Thursday, April 27, 2017

Cryptopals Set 2


http://cryptopals.com/sets/2
https://github.com/tkuriyama/cryptopals/tree/master/set2

Notes
  • Challenge 9 and 15 PKCS#7 padding -- the challenges do not make clear that that if the final data block fits the data block perfectly (e.g. there are 16 bytes of data remaining in the final 16-byte block), an additional block should be appended as padding.
  • Challenge 14 Byte-at-a-time ECB decryption -- this is indeed a harder variant of challenge 12, since a random number of bytes being prefixed to the attacker-controlled text means that the oracle is not always reliable. From previous challenges, however, we know that repeating blocks are encrypted identically in ECB mode. We can therefore prepend the attacker-controlled text with two repeating blocks, i.e. have the oracle encrypt (random prefix || repeating blocks || attacker-controlled text || target-bytes). If we observe repeating blocks, we know where our attacker-controlled text begins (as a wrapper around the oracle function, call this "smart oracle"). Assuming that the random number of bytes prefixed is uniformly distributed over integers with some upper boundary N, it will take roughly N times more calls to the oracle to achieve a desirable result... which is reasonable as it scales linearly. I'm still missing something as the smart oracle sometimes fails, but decryption generally works after a few tries.

Saturday, April 22, 2017

Cryptopals Set 1

I have started working through the Cryptopals Challenges after hearing about it on a Podcast.__init__ episode. It seems like a good and practical refresher to Dan Boneh's Crytopgraphy I class on Coursera (incidentally, I've been waiting for Crytography II for many years but the course seems to be constantly pushed back). It should also be a good exercise to work through in F# -- as a means to learn more of the language -- after completing a first pass in Python.

Set 1 is fairly straightforward, though it took me a while to workout how to operate consistently on bytearrays (per the Cryptopals rules) and convert between different encodings (hex, base64, bytes represented as ints vs chars...). It seems that Python 3 makes the experience of working with bytes a little easier.

Notes

  • Challenge 3 Single-Byte XOR Cipher: most frequency distribution of characters in the English language that I found did not include non-alphabet characters, such as space. My solution did not work until space was included in the scoring of plaintext (using chi-squared).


- Work to complete:
Every line of the data below should be printed exactly. Nothing may be dropped.

- Data to use:
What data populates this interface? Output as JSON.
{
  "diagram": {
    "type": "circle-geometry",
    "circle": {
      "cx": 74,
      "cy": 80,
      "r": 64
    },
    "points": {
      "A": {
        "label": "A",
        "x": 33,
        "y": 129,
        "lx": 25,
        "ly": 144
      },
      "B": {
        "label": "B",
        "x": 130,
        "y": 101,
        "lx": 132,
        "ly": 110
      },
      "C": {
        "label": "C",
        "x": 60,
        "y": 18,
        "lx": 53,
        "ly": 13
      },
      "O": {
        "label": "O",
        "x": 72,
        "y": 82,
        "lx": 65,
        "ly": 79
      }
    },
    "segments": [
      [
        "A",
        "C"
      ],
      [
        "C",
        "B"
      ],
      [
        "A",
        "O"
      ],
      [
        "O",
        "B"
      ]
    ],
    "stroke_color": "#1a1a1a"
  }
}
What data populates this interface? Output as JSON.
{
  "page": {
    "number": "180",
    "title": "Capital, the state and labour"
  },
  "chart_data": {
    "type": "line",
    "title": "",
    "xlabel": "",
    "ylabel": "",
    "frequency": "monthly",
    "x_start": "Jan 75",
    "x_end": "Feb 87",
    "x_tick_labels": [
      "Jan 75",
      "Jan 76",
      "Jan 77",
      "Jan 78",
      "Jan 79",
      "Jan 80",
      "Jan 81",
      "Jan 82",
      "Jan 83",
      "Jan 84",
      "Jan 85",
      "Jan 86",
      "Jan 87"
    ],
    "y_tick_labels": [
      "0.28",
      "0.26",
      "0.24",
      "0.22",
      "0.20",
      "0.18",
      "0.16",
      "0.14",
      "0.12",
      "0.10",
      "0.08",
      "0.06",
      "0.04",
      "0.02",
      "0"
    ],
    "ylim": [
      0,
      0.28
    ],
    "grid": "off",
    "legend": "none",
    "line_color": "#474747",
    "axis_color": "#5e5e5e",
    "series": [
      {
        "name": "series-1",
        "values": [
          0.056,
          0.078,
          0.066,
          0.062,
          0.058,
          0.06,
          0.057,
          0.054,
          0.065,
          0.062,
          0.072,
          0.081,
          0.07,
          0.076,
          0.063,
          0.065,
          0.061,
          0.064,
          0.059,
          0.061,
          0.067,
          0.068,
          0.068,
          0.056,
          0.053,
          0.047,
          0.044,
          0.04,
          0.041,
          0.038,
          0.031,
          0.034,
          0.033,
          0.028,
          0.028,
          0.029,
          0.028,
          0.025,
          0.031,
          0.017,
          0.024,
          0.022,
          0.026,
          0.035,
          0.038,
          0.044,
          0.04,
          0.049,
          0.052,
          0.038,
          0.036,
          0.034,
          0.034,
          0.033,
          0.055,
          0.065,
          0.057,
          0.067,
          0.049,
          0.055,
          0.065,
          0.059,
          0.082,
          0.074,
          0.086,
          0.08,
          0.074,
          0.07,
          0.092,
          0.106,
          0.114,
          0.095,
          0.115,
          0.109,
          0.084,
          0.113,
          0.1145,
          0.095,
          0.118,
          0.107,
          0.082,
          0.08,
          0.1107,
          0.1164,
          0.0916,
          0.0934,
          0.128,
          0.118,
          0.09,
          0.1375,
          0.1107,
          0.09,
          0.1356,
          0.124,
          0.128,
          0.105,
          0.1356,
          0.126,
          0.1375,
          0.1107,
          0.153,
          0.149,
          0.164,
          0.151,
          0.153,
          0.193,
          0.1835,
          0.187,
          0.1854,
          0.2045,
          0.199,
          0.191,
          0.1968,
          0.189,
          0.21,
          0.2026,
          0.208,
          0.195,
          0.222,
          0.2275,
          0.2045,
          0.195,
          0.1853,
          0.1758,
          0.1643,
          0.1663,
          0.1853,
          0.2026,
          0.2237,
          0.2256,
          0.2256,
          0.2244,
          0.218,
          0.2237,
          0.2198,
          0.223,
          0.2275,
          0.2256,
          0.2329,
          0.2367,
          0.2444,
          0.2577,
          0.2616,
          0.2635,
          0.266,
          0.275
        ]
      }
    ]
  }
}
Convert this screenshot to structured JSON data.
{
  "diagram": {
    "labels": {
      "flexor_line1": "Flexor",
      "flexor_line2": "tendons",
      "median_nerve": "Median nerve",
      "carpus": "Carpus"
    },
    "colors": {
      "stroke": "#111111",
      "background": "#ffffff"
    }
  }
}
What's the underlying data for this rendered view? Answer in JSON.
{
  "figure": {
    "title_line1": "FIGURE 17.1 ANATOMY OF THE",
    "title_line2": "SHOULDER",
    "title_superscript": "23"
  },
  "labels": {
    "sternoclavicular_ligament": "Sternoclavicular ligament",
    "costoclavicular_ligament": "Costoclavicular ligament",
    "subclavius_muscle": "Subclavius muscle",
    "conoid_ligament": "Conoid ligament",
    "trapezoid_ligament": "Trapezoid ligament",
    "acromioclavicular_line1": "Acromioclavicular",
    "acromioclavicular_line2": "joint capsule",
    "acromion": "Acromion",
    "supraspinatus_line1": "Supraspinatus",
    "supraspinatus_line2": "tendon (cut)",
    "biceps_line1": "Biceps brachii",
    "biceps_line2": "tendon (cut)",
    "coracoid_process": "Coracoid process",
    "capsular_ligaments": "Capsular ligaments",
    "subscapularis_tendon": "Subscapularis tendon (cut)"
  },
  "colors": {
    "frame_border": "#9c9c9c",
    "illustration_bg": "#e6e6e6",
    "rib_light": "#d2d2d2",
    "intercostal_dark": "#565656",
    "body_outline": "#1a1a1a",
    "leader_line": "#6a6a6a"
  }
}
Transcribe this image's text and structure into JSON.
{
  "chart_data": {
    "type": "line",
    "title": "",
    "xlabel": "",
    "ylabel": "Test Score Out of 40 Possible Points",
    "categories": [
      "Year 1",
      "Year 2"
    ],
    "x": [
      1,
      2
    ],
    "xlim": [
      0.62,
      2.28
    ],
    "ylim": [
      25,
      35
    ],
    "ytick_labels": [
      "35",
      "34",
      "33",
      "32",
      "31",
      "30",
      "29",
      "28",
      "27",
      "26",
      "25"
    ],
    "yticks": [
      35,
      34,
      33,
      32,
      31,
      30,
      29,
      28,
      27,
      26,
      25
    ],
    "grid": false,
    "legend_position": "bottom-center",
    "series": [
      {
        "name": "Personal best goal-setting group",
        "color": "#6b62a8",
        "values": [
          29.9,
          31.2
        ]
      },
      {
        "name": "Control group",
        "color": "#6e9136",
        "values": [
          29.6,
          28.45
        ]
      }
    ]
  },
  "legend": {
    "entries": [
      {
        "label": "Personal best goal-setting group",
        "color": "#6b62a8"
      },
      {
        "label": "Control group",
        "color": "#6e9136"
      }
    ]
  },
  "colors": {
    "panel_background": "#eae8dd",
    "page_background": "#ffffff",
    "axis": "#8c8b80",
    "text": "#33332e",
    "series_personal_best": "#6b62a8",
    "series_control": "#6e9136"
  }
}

- Reply:
What data populates this interface? Output as JSON.
{
  "diagram": {
    "type": "circle-geometry",
    "circle": {
      "cx": 74,
      "cy": 80,
      "r": 64
    },
    "points": {
      "A": {
        "label": "A",
        "x": 33,
        "y": 129,
        "lx": 25,
        "ly": 144
      },
      "B": {
        "label": "B",
        "x": 130,
        "y": 101,
        "lx": 132,
        "ly": 110
      },
      "C": {
        "label": "C",
        "x": 60,
        "y": 18,
        "lx": 53,
        "ly": 13
      },
      "O": {
        "label": "O",
        "x": 72,
        "y": 82,
        "lx": 65,
        "ly": 79
      }
    },
    "segments": [
      [
        "A",
        "C"
      ],
      [
        "C",
        "B"
      ],
      [
        "A",
        "O"
      ],
      [
        "O",
        "B"
      ]
    ],
    "stroke_color": "#1a1a1a"
  }
}
What data populates this interface? Output as JSON.
{
  "page": {
    "number": "180",
    "title": "Capital, the state and labour"
  },
  "chart_data": {
    "type": "line",
    "title": "",
    "xlabel": "",
    "ylabel": "",
    "frequency": "monthly",
    "x_start": "Jan 75",
    "x_end": "Feb 87",
    "x_tick_labels": [
      "Jan 75",
      "Jan 76",
      "Jan 77",
      "Jan 78",
      "Jan 79",
      "Jan 80",
      "Jan 81",
      "Jan 82",
      "Jan 83",
      "Jan 84",
      "Jan 85",
      "Jan 86",
      "Jan 87"
    ],
    "y_tick_labels": [
      "0.28",
      "0.26",
      "0.24",
      "0.22",
      "0.20",
      "0.18",
      "0.16",
      "0.14",
      "0.12",
      "0.10",
      "0.08",
      "0.06",
      "0.04",
      "0.02",
      "0"
    ],
    "ylim": [
      0,
      0.28
    ],
    "grid": "off",
    "legend": "none",
    "line_color": "#474747",
    "axis_color": "#5e5e5e",
    "series": [
      {
        "name": "series-1",
        "values": [
          0.056,
          0.078,
          0.066,
          0.062,
          0.058,
          0.06,
          0.057,
          0.054,
          0.065,
          0.062,
          0.072,
          0.081,
          0.07,
          0.076,
          0.063,
          0.065,
          0.061,
          0.064,
          0.059,
          0.061,
          0.067,
          0.068,
          0.068,
          0.056,
          0.053,
          0.047,
          0.044,
          0.04,
          0.041,
          0.038,
          0.031,
          0.034,
          0.033,
          0.028,
          0.028,
          0.029,
          0.028,
          0.025,
          0.031,
          0.017,
          0.024,
          0.022,
          0.026,
          0.035,
          0.038,
          0.044,
          0.04,
          0.049,
          0.052,
          0.038,
          0.036,
          0.034,
          0.034,
          0.033,
          0.055,
          0.065,
          0.057,
          0.067,
          0.049,
          0.055,
          0.065,
          0.059,
          0.082,
          0.074,
          0.086,
          0.08,
          0.074,
          0.07,
          0.092,
          0.106,
          0.114,
          0.095,
          0.115,
          0.109,
          0.084,
          0.113,
          0.1145,
          0.095,
          0.118,
          0.107,
          0.082,
          0.08,
          0.1107,
          0.1164,
          0.0916,
          0.0934,
          0.128,
          0.118,
          0.09,
          0.1375,
          0.1107,
          0.09,
          0.1356,
          0.124,
          0.128,
          0.105,
          0.1356,
          0.126,
          0.1375,
          0.1107,
          0.153,
          0.149,
          0.164,
          0.151,
          0.153,
          0.193,
          0.1835,
          0.187,
          0.1854,
          0.2045,
          0.199,
          0.191,
          0.1968,
          0.189,
          0.21,
          0.2026,
          0.208,
          0.195,
          0.222,
          0.2275,
          0.2045,
          0.195,
          0.1853,
          0.1758,
          0.1643,
          0.1663,
          0.1853,
          0.2026,
          0.2237,
          0.2256,
          0.2256,
          0.2244,
          0.218,
          0.2237,
          0.2198,
          0.223,
          0.2275,
          0.2256,
          0.2329,
          0.2367,
          0.2444,
          0.2577,
          0.2616,
          0.2635,
          0.266,
          0.275
        ]
      }
    ]
  }
}
Convert this screenshot to structured JSON data.
{
  "diagram": {
    "labels": {
      "flexor_line1": "Flexor",
      "flexor_line2": "tendons",
      "median_nerve": "Median nerve",
      "carpus": "Carpus"
    },
    "colors": {
      "stroke": "#111111",
      "background": "#ffffff"
    }
  }
}
What's the underlying data for this rendered view? Answer in JSON.
{
  "figure": {
    "title_line1": "FIGURE 17.1 ANATOMY OF THE",
    "title_line2": "SHOULDER",
    "title_superscript": "23"
  },
  "labels": {
    "sternoclavicular_ligament": "Sternoclavicular ligament",
    "costoclavicular_ligament": "Costoclavicular ligament",
    "subclavius_muscle": "Subclavius muscle",
    "conoid_ligament": "Conoid ligament",
    "trapezoid_ligament": "Trapezoid ligament",
    "acromioclavicular_line1": "Acromioclavicular",
    "acromioclavicular_line2": "joint capsule",
    "acromion": "Acromion",
    "supraspinatus_line1": "Supraspinatus",
    "supraspinatus_line2": "tendon (cut)",
    "biceps_line1": "Biceps brachii",
    "biceps_line2": "tendon (cut)",
    "coracoid_process": "Coracoid process",
    "capsular_ligaments": "Capsular ligaments",
    "subscapularis_tendon": "Subscapularis tendon (cut)"
  },
  "colors": {
    "frame_border": "#9c9c9c",
    "illustration_bg": "#e6e6e6",
    "rib_light": "#d2d2d2",
    "intercostal_dark": "#565656",
    "body_outline": "#1a1a1a",
    "leader_line": "#6a6a6a"
  }
}
Transcribe this image's text and structure into JSON.
{
  "chart_data": {
    "type": "line",
    "title": "",
    "xlabel": "",
    "ylabel": "Test Score Out of 40 Possible Points",
    "categories": [
      "Year 1",
      "Year 2"
    ],
    "x": [
      1,
      2
    ],
    "xlim": [
      0.62,
      2.28
    ],
    "ylim": [
      25,
      35
    ],
    "ytick_labels": [
      "35",
      "34",
      "33",
      "32",
      "31",
      "30",
      "29",
      "28",
      "27",
      "26",
      "25"
    ],
    "yticks": [
      35,
      34,
      33,
      32,
      31,
      30,
      29,
      28,
      27,
      26,
      25
    ],
    "grid": false,
    "legend_position": "bottom-center",
    "series": [
      {
        "name": "Personal best goal-setting group",
        "color": "#6b62a8",
        "values": [
          29.9,
          31.2
        ]
      },
      {
        "name": "Control group",
        "color": "#6e9136",
        "values": [
          29.6,
          28.45
        ]
      }
    ]
  },
  "legend": {
    "entries": [
      {
        "label": "Personal best goal-setting group",
        "color": "#6b62a8"
      },
      {
        "label": "Control group",
        "color": "#6e9136"
      }
    ]
  },
  "colors": {
    "panel_background": "#eae8dd",
    "page_background": "#ffffff",
    "axis": "#8c8b80",
    "text": "#33332e",
    "series_personal_best": "#6b62a8",
    "series_control": "#6e9136"
  }
}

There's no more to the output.